Calloway. Your Honor. Mr. Calloway, sit down. Your Honor, I must Sit down, counselor.

Calloway sat down. Hollister looked at the defense table. Mr.

Pruitt? Pruitt lifted his chin. Your Honor, I have been a judge in this territory for 30 years.

Yes, Your Honor. I have heard a great many liars from that chair where thy counsel is presently seated.

I have heard men lie about cattle and men lie about land and men lie about their own wives under oath in front of the Almighty.

And I can tell thee, Silas Pruitt, that in 30 years, I have developed a certain instinct for when I am being lied to and when I am not.

Pruitt’s mouth opened. Do not speak, Mr. Pruitt. I am speaking.

The mouth closed. That child just testified with one word, and with one word that child said more truth than thy counsel has managed in two hours of motions.

The motion to transfer is denied. The placement is upheld.

And as to the petition for formal adoption, Daniel’s head came up, which I understand Mr.

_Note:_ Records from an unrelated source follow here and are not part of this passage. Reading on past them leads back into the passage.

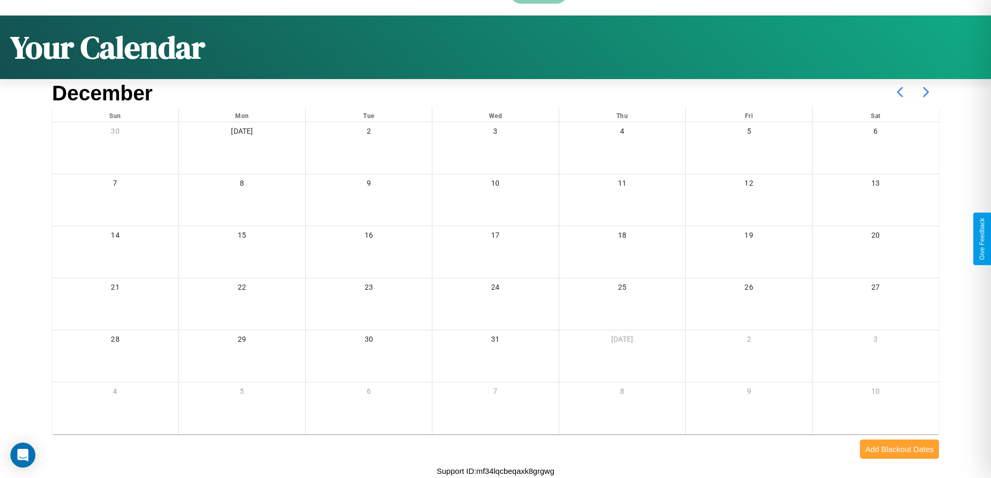 The height and width of the screenshot is (478, 991). I want to click on h1: Your Calendar, so click(108, 47).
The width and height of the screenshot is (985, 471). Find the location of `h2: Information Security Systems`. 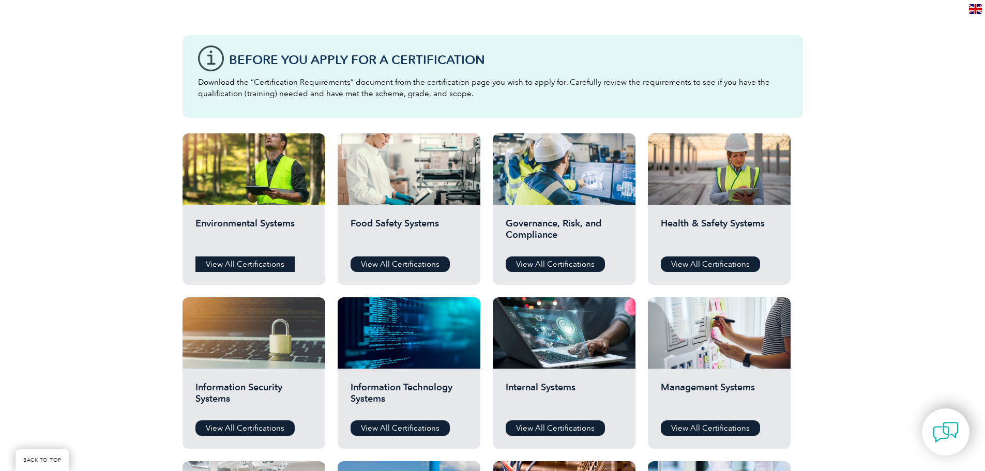

h2: Information Security Systems is located at coordinates (254, 397).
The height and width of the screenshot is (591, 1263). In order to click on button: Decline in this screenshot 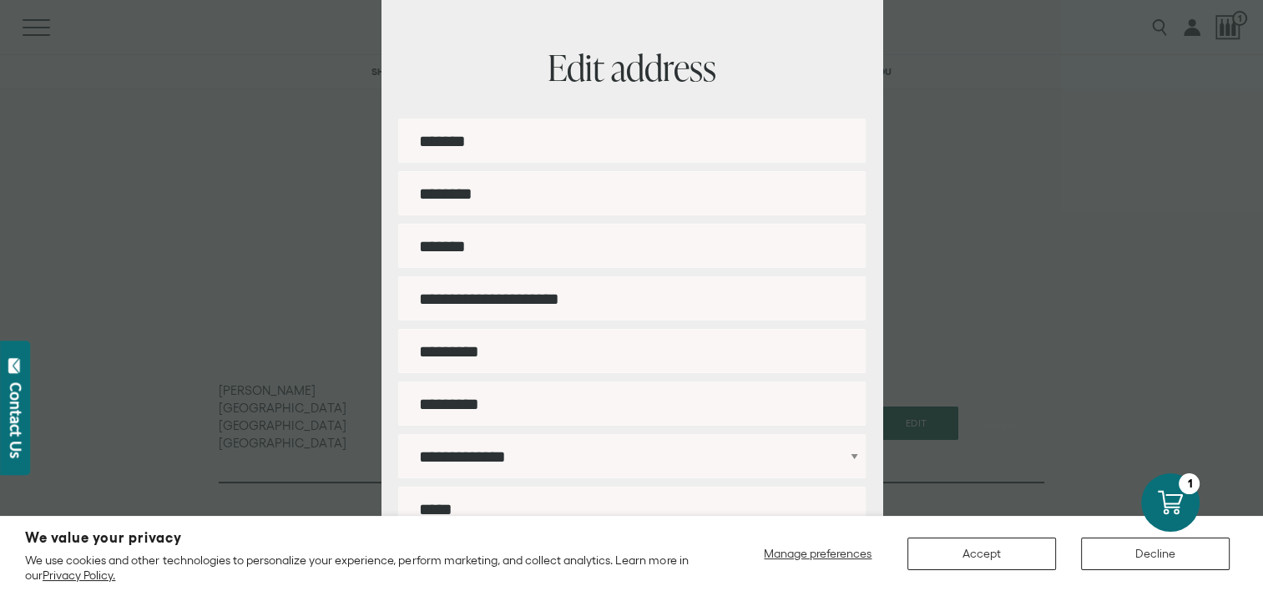, I will do `click(1155, 554)`.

Peas filed this morning at the clerk’s office, and which under ordinary circumstances would require 90 days of review.

Peas had filed a what? Daniel turned and stared at the little Quaker who was sitting at the placement table with his hands folded and his eyes on the judge.

I am waving the review period. I am granting the petition.

From this moment in the eyes of the Wyoming territory, Lena and Noah Buckley are the legal children of Daniel Heart.

Let the clerk enter it. Let the papers be drawn.

Let it be so. The gavel came down. It came down one sharp, and the sound of it cracked across the courtroom, and for one long frozen second, nobody moved.

Nobody breathed. And then Martha Buckner made a sound, a good sound, a high broken sound, and Lena Buckley came out of her chair and across the courtroom floor in four steps, and she did not stop running, and she hit Daniel Heart’s chest with both arms out and her face up, and Daniel Heart for the first time since a winter two years gone, wrapped his arms around a child of his own.

He held her tight. He held her so tight he was afraid he might be hurting her.

He started to loosen his grip, and she said muffled against his shirt, “Don’t.”

He did not loosen it. Noah came across the floor slower.

He came on small feet that did not know yet what they were walking toward.

He stopped two feet from Daniel. Daniel went down on one knee with Lena still holding on.

“Come here, son.” Noah came. Daniel’s other arm went around his shoulders.

The three of them on the courthouse floor in front of 70 strangers and a Quaker lawyer and a sheriff with his hat in his hand, held on to each other and did not move for a long time.

Outside on the courthouse steps, Jeremiah Peas stopped Daniel with a hand on his sleeve.

“Mr. Heart.” “Mr. Peas.” “I don’t know how to” “Do not.

There is nothing to say. It was my pleasure.” “You filed adoption papers.”

“I did?” “When?” “At 7:00 this morning, before the clerk had finished her coffee.”

“You didn’t tell me.” “I did not wish to raise thy hope, Mr.

Heart, in case the judge was not of a mind, but I had a suspicion.”

“A suspicion of what? That Judge Hollister lost a granddaughter in the spring.”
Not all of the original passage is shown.